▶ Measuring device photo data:
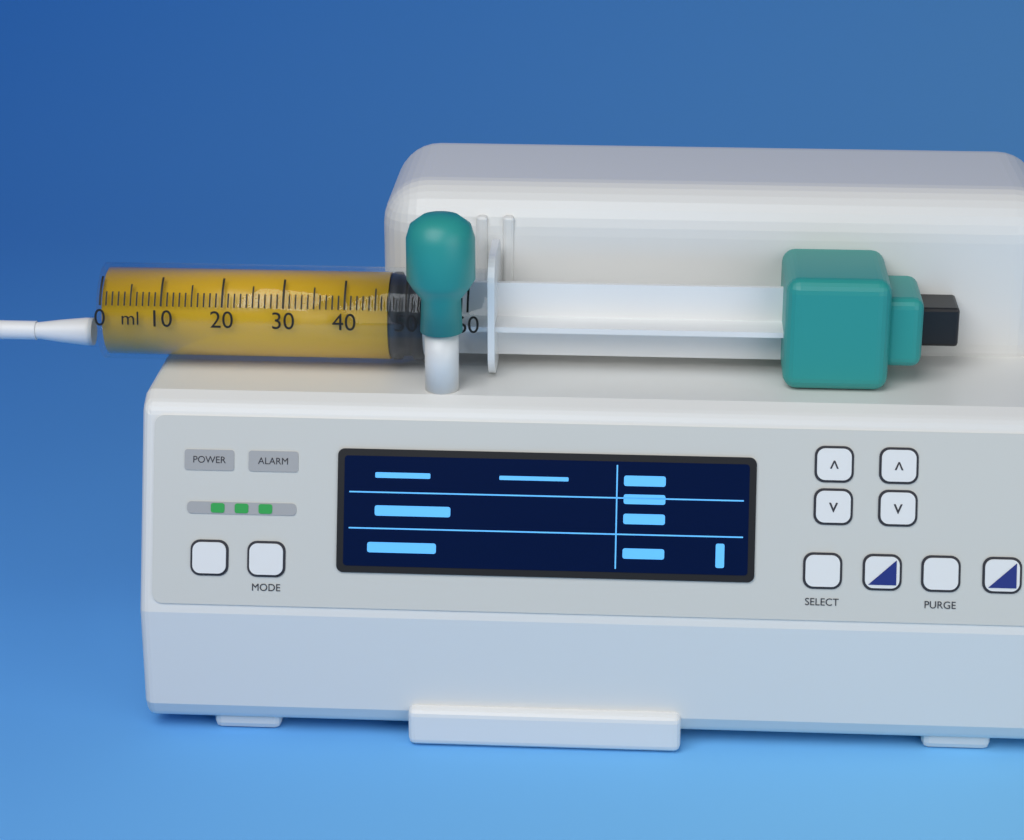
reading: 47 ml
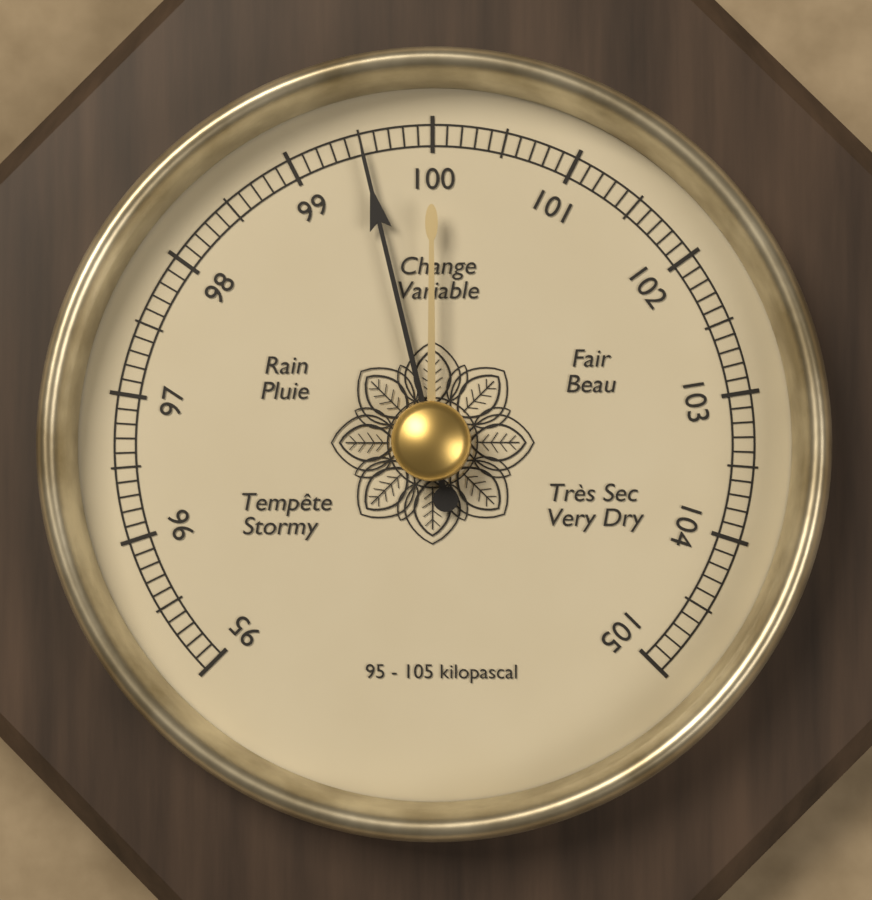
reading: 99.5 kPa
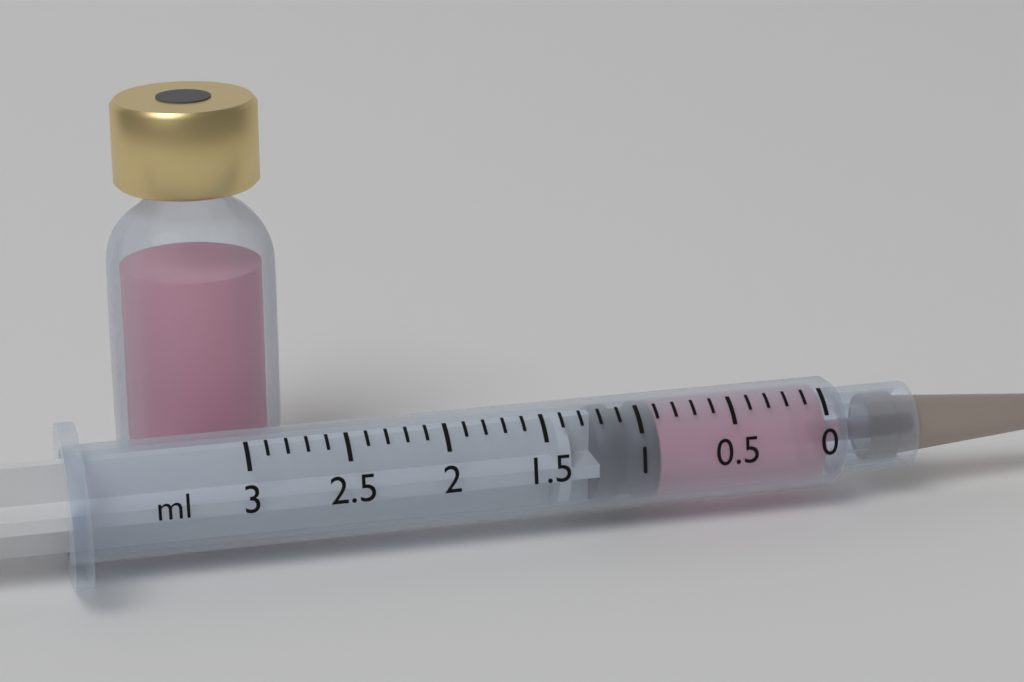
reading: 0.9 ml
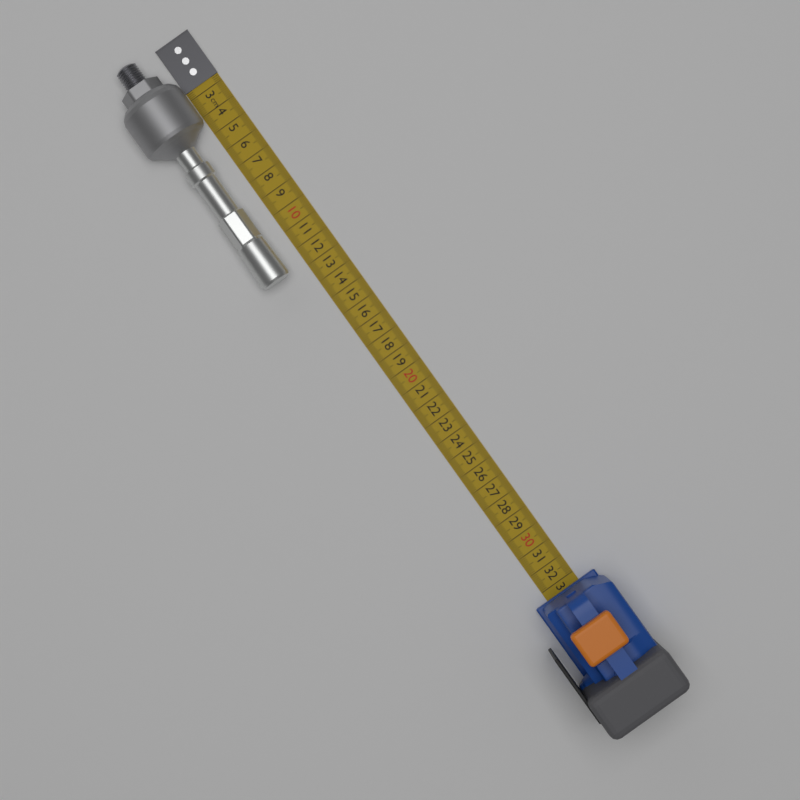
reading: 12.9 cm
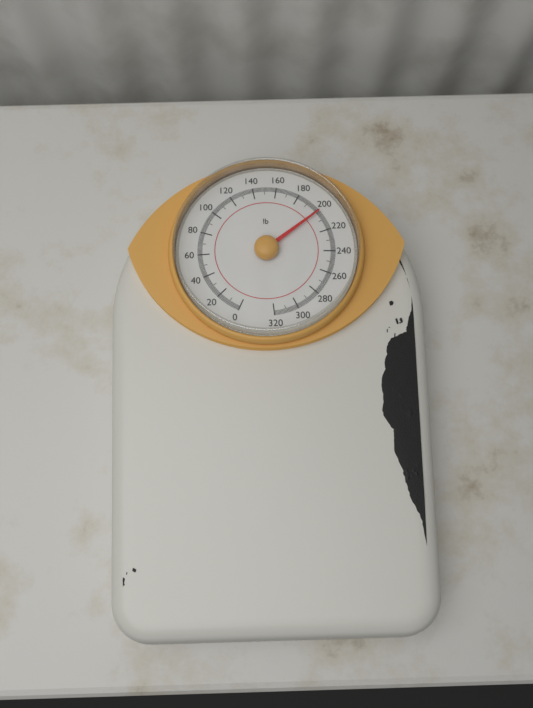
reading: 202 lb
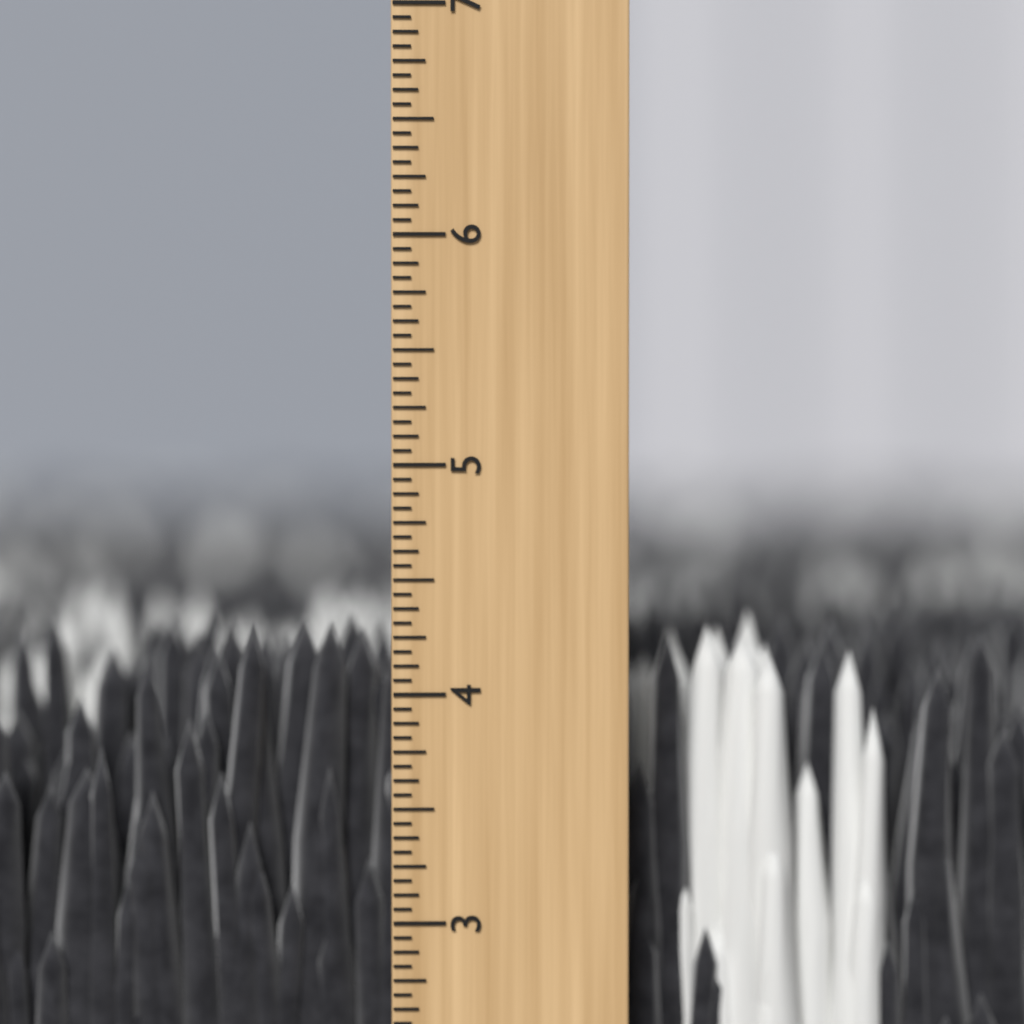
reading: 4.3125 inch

▶ YOUR ASSIGNMENT: Copy the preceding data in full and word for word, dropping its pictures.

▶ EXERCISE ANSWER:
reading: 47 ml
reading: 99.5 kPa
reading: 0.9 ml
reading: 12.9 cm
reading: 202 lb
reading: 4.3125 inch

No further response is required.